Manchester, Leeds, Sheffield and Liverpool universities risk funding and job cuts as north slips in academic research rankings
Northern universities such as Manchester, Leeds, Sheffield and Liverpool are at risk of having their funding slashed and may be forced to cut some staff, after a league table assessing the quality of research in the UK saw them all drop down the list.
Oxford came top in the research stakes again, with UCL moving into second place ahead of cambridge, since the last league was released by the Higher Education Funding Council for England in 2008.
The Research Excellence Framework (REF) will be used to allocate funding of around £2bn a year to universities between 2015 and 2021.
The listings have been a source of controversy; in the past a poor rating has led to academic staff losing their jobs.
Critics of the REF have said it's not fit for purpose, that it discourages innovation, and has created an atmosphere of unwanted competitiveness and bullying. It has been met with heavy criticism from a number of academics.
Manchester University slipped from fourth to fifth, Leeds dropped from eight to 10th, Sheffield ninth to 12th and Liverpool was the biggest loser, falling from 18th to 22nd.
William Cullerne Bown, founder and executive chairman of Research Fortnight, said: "The biggest losers are Manchester, Liverpool, Sheffield, Birmingham, and Leeds. The North is taking a hammering. Oxbridge wins. London wins bigger. Almost everyone else in England loses."
Staff at Warwick University have already been told that their jobs may be at risk if they failed to meet a research income target, reported the Independent.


- Work order:
Scan the lines below and report each one containing "will" by copying it.

Material for the task START

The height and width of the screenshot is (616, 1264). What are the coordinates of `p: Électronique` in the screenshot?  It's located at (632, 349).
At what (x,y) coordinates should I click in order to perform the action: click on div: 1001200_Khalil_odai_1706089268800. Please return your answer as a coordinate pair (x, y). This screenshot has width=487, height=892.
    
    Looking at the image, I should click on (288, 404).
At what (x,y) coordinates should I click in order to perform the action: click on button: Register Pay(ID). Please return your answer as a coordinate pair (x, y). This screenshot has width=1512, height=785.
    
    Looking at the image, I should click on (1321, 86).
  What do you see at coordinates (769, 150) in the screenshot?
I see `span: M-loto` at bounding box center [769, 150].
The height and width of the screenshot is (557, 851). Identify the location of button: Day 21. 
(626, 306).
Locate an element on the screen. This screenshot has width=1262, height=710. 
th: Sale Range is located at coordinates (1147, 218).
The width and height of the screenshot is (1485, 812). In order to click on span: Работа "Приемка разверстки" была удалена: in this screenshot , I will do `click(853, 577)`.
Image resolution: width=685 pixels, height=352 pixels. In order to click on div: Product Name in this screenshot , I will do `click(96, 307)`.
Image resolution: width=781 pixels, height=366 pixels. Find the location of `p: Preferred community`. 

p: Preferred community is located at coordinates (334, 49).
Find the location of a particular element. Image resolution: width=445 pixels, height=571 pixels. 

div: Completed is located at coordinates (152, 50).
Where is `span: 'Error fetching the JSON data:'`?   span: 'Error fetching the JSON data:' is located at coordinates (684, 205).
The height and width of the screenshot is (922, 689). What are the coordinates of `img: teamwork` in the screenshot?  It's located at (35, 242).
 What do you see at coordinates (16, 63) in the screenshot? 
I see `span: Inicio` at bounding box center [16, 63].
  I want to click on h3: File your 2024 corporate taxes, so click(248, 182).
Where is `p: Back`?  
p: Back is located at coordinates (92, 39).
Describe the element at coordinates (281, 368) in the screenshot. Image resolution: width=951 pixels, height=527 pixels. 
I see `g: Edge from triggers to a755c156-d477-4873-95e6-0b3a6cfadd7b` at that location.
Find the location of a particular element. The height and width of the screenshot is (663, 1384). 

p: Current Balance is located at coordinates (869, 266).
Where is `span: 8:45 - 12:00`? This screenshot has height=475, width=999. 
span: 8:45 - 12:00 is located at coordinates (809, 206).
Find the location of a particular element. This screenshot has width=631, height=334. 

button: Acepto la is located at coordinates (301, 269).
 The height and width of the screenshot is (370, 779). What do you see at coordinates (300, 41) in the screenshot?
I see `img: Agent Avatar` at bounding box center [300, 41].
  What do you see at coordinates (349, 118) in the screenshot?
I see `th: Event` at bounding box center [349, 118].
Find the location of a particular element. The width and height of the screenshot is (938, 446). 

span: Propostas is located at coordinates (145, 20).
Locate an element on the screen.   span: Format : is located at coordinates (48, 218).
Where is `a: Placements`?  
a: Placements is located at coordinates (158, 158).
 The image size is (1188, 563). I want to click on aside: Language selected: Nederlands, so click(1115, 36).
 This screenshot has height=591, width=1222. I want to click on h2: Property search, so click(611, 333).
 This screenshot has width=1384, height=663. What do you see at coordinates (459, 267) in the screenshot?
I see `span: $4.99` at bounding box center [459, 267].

Material for the task END

- Completed exercise:
The width and height of the screenshot is (1485, 812). In order to click on span: Работа "Приемка разверстки" была удалена: in this screenshot , I will do `click(853, 577)`.
Image resolution: width=685 pixels, height=352 pixels. In order to click on div: Product Name in this screenshot , I will do `click(96, 307)`.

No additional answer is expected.